The ever-popular salad—the Soviet dish par excellence, as beloved by party leaders and the intelligentsia as it was by workers and peasants—was in fact the brainchild of a Francophone chef who created it in 1860s. Named for its inventor, Lucien Olivier, the Belgian-born chef of Moscow’s famed Hermitage restaurant, it was originally made with grouse, veal tongue, caviar, lettuce, crayfish tails, and capers, and occasionally truffles, cubed aspic, or smoked duck. In its original incarnation, it contained just a few potato slices as a decorative addition, a little hint of Russianness deployed with Gallic flair. The 1939 edition keeps the original recipe almost unaltered, while changing the name to the less pretentious "game salad".

From that moment on, we can trace the spectacular transformation of this salad through the Soviet era from a decadent delicacy born of rotten capitalism into a healthy, delicious Soviet culinary star, internationalist in form and socialist in content. Of course, during this epochal transformation a number of necessary modifications and substitutions had to be made. Instead of grouse, alien to the working class, chicken or even sausage was used; crayfish tails were replaced by cooked carrot—presumably to preserve the original color, a substitution that further democratized the dish. Truffles, caviar, and capers disappeared altogether, with potato gradually becoming the main ingredient. And thus the favorite dish of the Soviet table was born, retaining almost no trace of its original bourgeois decadence other than its French name. Like any successful brand, the Soviet version of the salade Olivier had imitations, interpretations, and appropriations carrying different names, such as “Stolichny salad,” especially rich in potato, or “people’s friendship salad,” featuring fancy ingredients such as ham and fresh cucumbers. One ingredient, however, remained unaltered since the times of Lucien Olivier—mayonnaise.

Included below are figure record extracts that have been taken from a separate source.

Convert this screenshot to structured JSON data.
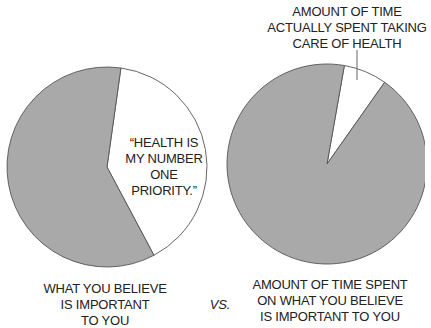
{
  "colors": {
    "gray_slice": "#a9a9a9",
    "white_slice": "#ffffff",
    "outline": "#555555"
  },
  "chart_data": [
    {
      "type": "pie",
      "caption": "WHAT YOU BELIEVE\nIS IMPORTANT\nTO YOU",
      "slices": [
        {
          "name": "health",
          "label": "“HEALTH IS\nMY NUMBER\nONE PRIORITY.”",
          "value": 40,
          "color": "#ffffff"
        },
        {
          "name": "other",
          "label": "",
          "value": 60,
          "color": "#a9a9a9"
        }
      ],
      "start_angle_deg": 8
    },
    {
      "type": "pie",
      "caption": "AMOUNT OF TIME SPENT\nON WHAT YOU BELIEVE\nIS IMPORTANT TO YOU",
      "slices": [
        {
          "name": "health",
          "label": "AMOUNT OF TIME\nACTUALLY SPENT TAKING\nCARE OF HEALTH",
          "value": 7,
          "color": "#ffffff"
        },
        {
          "name": "other",
          "label": "",
          "value": 93,
          "color": "#a9a9a9"
        }
      ],
      "start_angle_deg": 10
    }
  ],
  "separator_label": "VS."
}
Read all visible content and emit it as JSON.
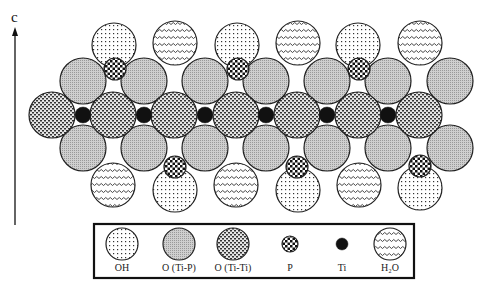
{
  "figure": {
    "axis": {
      "label": "c",
      "x": 15,
      "y_top": 28,
      "y_bottom": 225
    },
    "atoms": [
      {
        "type": "OH",
        "x": 114,
        "y": 45
      },
      {
        "type": "H2O",
        "x": 175,
        "y": 43
      },
      {
        "type": "OH",
        "x": 237,
        "y": 45
      },
      {
        "type": "H2O",
        "x": 298,
        "y": 43
      },
      {
        "type": "OH",
        "x": 358,
        "y": 45
      },
      {
        "type": "H2O",
        "x": 420,
        "y": 43
      },
      {
        "type": "OTiP",
        "x": 83,
        "y": 81
      },
      {
        "type": "OTiP",
        "x": 144,
        "y": 81
      },
      {
        "type": "OTiP",
        "x": 205,
        "y": 81
      },
      {
        "type": "OTiP",
        "x": 266,
        "y": 81
      },
      {
        "type": "OTiP",
        "x": 327,
        "y": 81
      },
      {
        "type": "OTiP",
        "x": 388,
        "y": 81
      },
      {
        "type": "OTiP",
        "x": 450,
        "y": 81
      },
      {
        "type": "P",
        "x": 115,
        "y": 69
      },
      {
        "type": "P",
        "x": 238,
        "y": 69
      },
      {
        "type": "P",
        "x": 359,
        "y": 69
      },
      {
        "type": "OTiTi",
        "x": 52,
        "y": 115
      },
      {
        "type": "OTiTi",
        "x": 113,
        "y": 115
      },
      {
        "type": "OTiTi",
        "x": 174,
        "y": 115
      },
      {
        "type": "OTiTi",
        "x": 236,
        "y": 115
      },
      {
        "type": "OTiTi",
        "x": 297,
        "y": 115
      },
      {
        "type": "OTiTi",
        "x": 358,
        "y": 115
      },
      {
        "type": "OTiTi",
        "x": 419,
        "y": 115
      },
      {
        "type": "Ti",
        "x": 83,
        "y": 115
      },
      {
        "type": "Ti",
        "x": 144,
        "y": 115
      },
      {
        "type": "Ti",
        "x": 205,
        "y": 115
      },
      {
        "type": "Ti",
        "x": 266,
        "y": 115
      },
      {
        "type": "Ti",
        "x": 327,
        "y": 115
      },
      {
        "type": "Ti",
        "x": 388,
        "y": 115
      },
      {
        "type": "OTiP",
        "x": 83,
        "y": 148
      },
      {
        "type": "OTiP",
        "x": 144,
        "y": 148
      },
      {
        "type": "OTiP",
        "x": 205,
        "y": 148
      },
      {
        "type": "OTiP",
        "x": 266,
        "y": 148
      },
      {
        "type": "OTiP",
        "x": 327,
        "y": 148
      },
      {
        "type": "OTiP",
        "x": 388,
        "y": 148
      },
      {
        "type": "OTiP",
        "x": 450,
        "y": 148
      },
      {
        "type": "H2O",
        "x": 113,
        "y": 185
      },
      {
        "type": "OH",
        "x": 175,
        "y": 190
      },
      {
        "type": "H2O",
        "x": 236,
        "y": 185
      },
      {
        "type": "OH",
        "x": 298,
        "y": 190
      },
      {
        "type": "H2O",
        "x": 359,
        "y": 185
      },
      {
        "type": "OH",
        "x": 420,
        "y": 188
      },
      {
        "type": "P",
        "x": 175,
        "y": 167
      },
      {
        "type": "P",
        "x": 297,
        "y": 167
      },
      {
        "type": "P",
        "x": 420,
        "y": 166
      }
    ],
    "radii": {
      "OH": 22,
      "H2O": 22,
      "OTiP": 23,
      "OTiTi": 23,
      "P": 11,
      "Ti": 8
    }
  },
  "legend": {
    "box": {
      "x": 94,
      "y": 224,
      "width": 320,
      "height": 54
    },
    "items": [
      {
        "type": "OH",
        "label": "OH",
        "x": 122,
        "r": 16
      },
      {
        "type": "OTiP",
        "label": "O (Ti-P)",
        "x": 179,
        "r": 16
      },
      {
        "type": "OTiTi",
        "label": "O (Ti-Ti)",
        "x": 233,
        "r": 16
      },
      {
        "type": "P",
        "label": "P",
        "x": 290,
        "r": 8
      },
      {
        "type": "Ti",
        "label": "Ti",
        "x": 342,
        "r": 6
      },
      {
        "type": "H2O",
        "label": "H₂O",
        "x": 390,
        "r": 16
      }
    ],
    "circle_y": 244,
    "label_y": 271
  }
}
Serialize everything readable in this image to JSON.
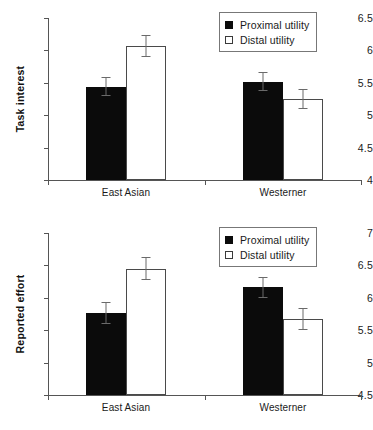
{
  "figure": {
    "panels": [
      "Task interest",
      "Reported effort"
    ]
  },
  "legend": {
    "proximal_label": "Proximal utility",
    "distal_label": "Distal utility",
    "proximal_swatch": "filled-square-icon",
    "distal_swatch": "open-square-icon",
    "proximal_color": "#0b0b0b",
    "distal_color": "#ffffff"
  },
  "chart_data": [
    {
      "type": "bar",
      "title": "",
      "ylabel": "Task interest",
      "xlabel": "",
      "ylim": [
        4,
        6.5
      ],
      "yticks": [
        4,
        4.5,
        5,
        5.5,
        6,
        6.5
      ],
      "ytick_labels": [
        "4",
        "4.5",
        "5",
        "5.5",
        "6",
        "6.5"
      ],
      "categories": [
        "East Asian",
        "Westerner"
      ],
      "grid": false,
      "legend_position": "top-right",
      "series": [
        {
          "name": "Proximal utility",
          "style": "filled",
          "values": [
            5.44,
            5.52
          ],
          "errors": [
            0.15,
            0.14
          ]
        },
        {
          "name": "Distal utility",
          "style": "open",
          "values": [
            6.07,
            5.25
          ],
          "errors": [
            0.17,
            0.16
          ]
        }
      ]
    },
    {
      "type": "bar",
      "title": "",
      "ylabel": "Reported effort",
      "xlabel": "",
      "ylim": [
        4.5,
        7
      ],
      "yticks": [
        4.5,
        5,
        5.5,
        6,
        6.5,
        7
      ],
      "ytick_labels": [
        "4.5",
        "5",
        "5.5",
        "6",
        "6.5",
        "7"
      ],
      "categories": [
        "East Asian",
        "Westerner"
      ],
      "grid": false,
      "legend_position": "top-right",
      "series": [
        {
          "name": "Proximal utility",
          "style": "filled",
          "values": [
            5.77,
            6.16
          ],
          "errors": [
            0.17,
            0.16
          ]
        },
        {
          "name": "Distal utility",
          "style": "open",
          "values": [
            6.45,
            5.68
          ],
          "errors": [
            0.18,
            0.17
          ]
        }
      ]
    }
  ]
}
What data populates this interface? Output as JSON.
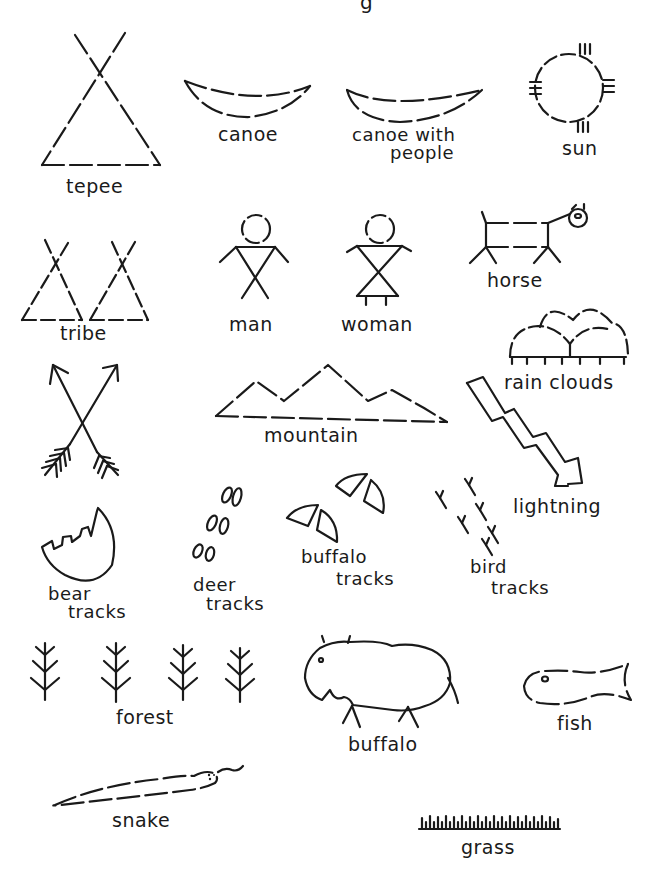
{
  "page": {
    "title_fragment": "g",
    "background": "#ffffff",
    "ink_color": "#1a1a1a"
  },
  "symbols": {
    "tepee": {
      "label": "tepee"
    },
    "canoe": {
      "label": "canoe"
    },
    "canoe_with_people": {
      "label_line1": "canoe with",
      "label_line2": "people"
    },
    "sun": {
      "label": "sun"
    },
    "tribe": {
      "label": "tribe"
    },
    "man": {
      "label": "man"
    },
    "woman": {
      "label": "woman"
    },
    "horse": {
      "label": "horse"
    },
    "rain_clouds": {
      "label": "rain clouds"
    },
    "arrows": {
      "label": ""
    },
    "mountain": {
      "label": "mountain"
    },
    "lightning": {
      "label": "lightning"
    },
    "bear_tracks": {
      "label_line1": "bear",
      "label_line2": "tracks"
    },
    "deer_tracks": {
      "label_line1": "deer",
      "label_line2": "tracks"
    },
    "buffalo_tracks": {
      "label_line1": "buffalo",
      "label_line2": "tracks"
    },
    "bird_tracks": {
      "label_line1": "bird",
      "label_line2": "tracks"
    },
    "forest": {
      "label": "forest"
    },
    "buffalo": {
      "label": "buffalo"
    },
    "fish": {
      "label": "fish"
    },
    "snake": {
      "label": "snake"
    },
    "grass": {
      "label": "grass"
    }
  }
}
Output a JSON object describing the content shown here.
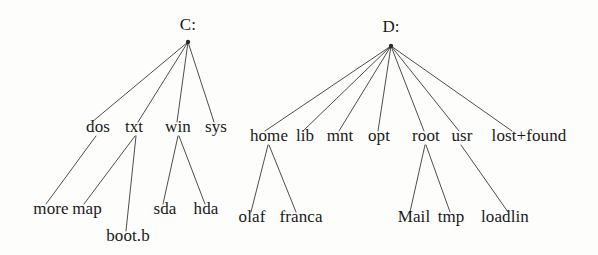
{
  "diagram": {
    "title": "",
    "type": "filesystem-tree",
    "ink_color": "#19191a",
    "line_color": "#3a3a38",
    "background_color": "#fdfdfb",
    "trees": [
      {
        "id": "c-drive",
        "root": {
          "label": "C:",
          "x": 188,
          "y": 30,
          "node_x": 188,
          "node_y": 42
        },
        "level2": [
          {
            "label": "dos",
            "x": 98,
            "y": 132,
            "anchor_x": 98,
            "anchor_y": 122
          },
          {
            "label": "txt",
            "x": 134,
            "y": 132,
            "anchor_x": 134,
            "anchor_y": 122
          },
          {
            "label": "win",
            "x": 178,
            "y": 132,
            "anchor_x": 178,
            "anchor_y": 122
          },
          {
            "label": "sys",
            "x": 216,
            "y": 132,
            "anchor_x": 216,
            "anchor_y": 122
          }
        ],
        "level3": [
          {
            "label": "more",
            "x": 51,
            "y": 214,
            "parent": "dos"
          },
          {
            "label": "map",
            "x": 87,
            "y": 214,
            "parent": "txt"
          },
          {
            "label": "boot.b",
            "x": 128,
            "y": 241,
            "parent": "txt"
          },
          {
            "label": "sda",
            "x": 165,
            "y": 214,
            "parent": "win"
          },
          {
            "label": "hda",
            "x": 206,
            "y": 214,
            "parent": "win"
          }
        ]
      },
      {
        "id": "d-drive",
        "root": {
          "label": "D:",
          "x": 391,
          "y": 32,
          "node_x": 391,
          "node_y": 46
        },
        "level2": [
          {
            "label": "home",
            "x": 269,
            "y": 141,
            "anchor_x": 269,
            "anchor_y": 131
          },
          {
            "label": "lib",
            "x": 305,
            "y": 141,
            "anchor_x": 305,
            "anchor_y": 131
          },
          {
            "label": "mnt",
            "x": 340,
            "y": 141,
            "anchor_x": 340,
            "anchor_y": 131
          },
          {
            "label": "opt",
            "x": 379,
            "y": 141,
            "anchor_x": 379,
            "anchor_y": 131
          },
          {
            "label": "root",
            "x": 426,
            "y": 141,
            "anchor_x": 426,
            "anchor_y": 131
          },
          {
            "label": "usr",
            "x": 462,
            "y": 141,
            "anchor_x": 462,
            "anchor_y": 131
          },
          {
            "label": "lost+found",
            "x": 529,
            "y": 141,
            "anchor_x": 512,
            "anchor_y": 131
          }
        ],
        "level3": [
          {
            "label": "olaf",
            "x": 252,
            "y": 222,
            "parent": "home"
          },
          {
            "label": "franca",
            "x": 301,
            "y": 222,
            "parent": "home"
          },
          {
            "label": "Mail",
            "x": 414,
            "y": 222,
            "parent": "root"
          },
          {
            "label": "tmp",
            "x": 451,
            "y": 222,
            "parent": "root"
          },
          {
            "label": "loadlin",
            "x": 505,
            "y": 222,
            "parent": "usr"
          }
        ]
      }
    ],
    "edges": [
      {
        "name": "c-root-to-dos",
        "x1": 188,
        "y1": 42,
        "x2": 92,
        "y2": 122
      },
      {
        "name": "c-root-to-txt",
        "x1": 188,
        "y1": 42,
        "x2": 138,
        "y2": 122
      },
      {
        "name": "c-root-to-win",
        "x1": 188,
        "y1": 42,
        "x2": 177,
        "y2": 122
      },
      {
        "name": "c-root-to-sys",
        "x1": 188,
        "y1": 42,
        "x2": 214,
        "y2": 122
      },
      {
        "name": "c-dos-to-more",
        "x1": 96,
        "y1": 136,
        "x2": 46,
        "y2": 204
      },
      {
        "name": "c-txt-to-map",
        "x1": 135,
        "y1": 136,
        "x2": 84,
        "y2": 204
      },
      {
        "name": "c-txt-to-bootb",
        "x1": 136,
        "y1": 136,
        "x2": 126,
        "y2": 231
      },
      {
        "name": "c-win-to-sda",
        "x1": 178,
        "y1": 136,
        "x2": 163,
        "y2": 204
      },
      {
        "name": "c-win-to-hda",
        "x1": 179,
        "y1": 136,
        "x2": 205,
        "y2": 204
      },
      {
        "name": "d-root-to-home",
        "x1": 391,
        "y1": 46,
        "x2": 265,
        "y2": 131
      },
      {
        "name": "d-root-to-lib",
        "x1": 391,
        "y1": 46,
        "x2": 303,
        "y2": 131
      },
      {
        "name": "d-root-to-mnt",
        "x1": 391,
        "y1": 46,
        "x2": 339,
        "y2": 131
      },
      {
        "name": "d-root-to-opt",
        "x1": 391,
        "y1": 46,
        "x2": 378,
        "y2": 131
      },
      {
        "name": "d-root-to-root",
        "x1": 391,
        "y1": 46,
        "x2": 424,
        "y2": 131
      },
      {
        "name": "d-root-to-usr",
        "x1": 391,
        "y1": 46,
        "x2": 459,
        "y2": 131
      },
      {
        "name": "d-root-to-lostfound",
        "x1": 391,
        "y1": 46,
        "x2": 512,
        "y2": 131
      },
      {
        "name": "d-home-to-olaf",
        "x1": 268,
        "y1": 145,
        "x2": 251,
        "y2": 212
      },
      {
        "name": "d-home-to-franca",
        "x1": 269,
        "y1": 145,
        "x2": 296,
        "y2": 212
      },
      {
        "name": "d-root-dir-to-mail",
        "x1": 425,
        "y1": 145,
        "x2": 410,
        "y2": 212
      },
      {
        "name": "d-root-dir-to-tmp",
        "x1": 426,
        "y1": 145,
        "x2": 450,
        "y2": 212
      },
      {
        "name": "d-usr-to-loadlin",
        "x1": 461,
        "y1": 145,
        "x2": 508,
        "y2": 212
      }
    ]
  }
}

Today, we can only speculate on the full impact of French influences on the formation of a classless, multinational Soviet cuisine because later editions of the book assiduously suppressed all ideologically objectionable or politically problematic elements. For example, by the 1952 edition, all explicit references to French delicacies such as profiteroles, croquettes, and croutons disappear, as do mentions of "Kalmyk tea" and "Vyborg biscuits." (In 1944, the Kalmyk people had been forcibly exiled to Siberia and Central Asia; the town of Vyborg, seized from the Finns in 1940, likewise bore a number of undesirable connotations.) After World War II, some former ideological and culinary friends had to be withdrawn from the delicious and healthy canon of brotherhood and friendship. French traces, however, were more difficult to eliminate and remained present in a great number of recipes, although their ideological meaning was significantly modified by their new Soviet veneer. The peoples’ friendship salad, as much as the salade Olivier on which it was based, perfectly exemplifies the principle of a non-discriminatory blend: all ingredients are made to seem equal, and equally bound to each other, by mayonnaise, a perfect instrument of ideological reconciliation. Mayonnaise, deeply non-Soviet in its initial raffinement, began to be commercially produced in the USSR in 1936, and surprisingly became the country’s preeminent condiment, the binding element in almost all Soviet salads. Perhaps the basis of mayonnaise’s compatibility with the Soviet ideology of friendship lay in the fact that its simple components combine to create something altogether new, a perfect medium in which disparate “ingredients” can coexist peacefully, enriching each other without any one element dominating the whole.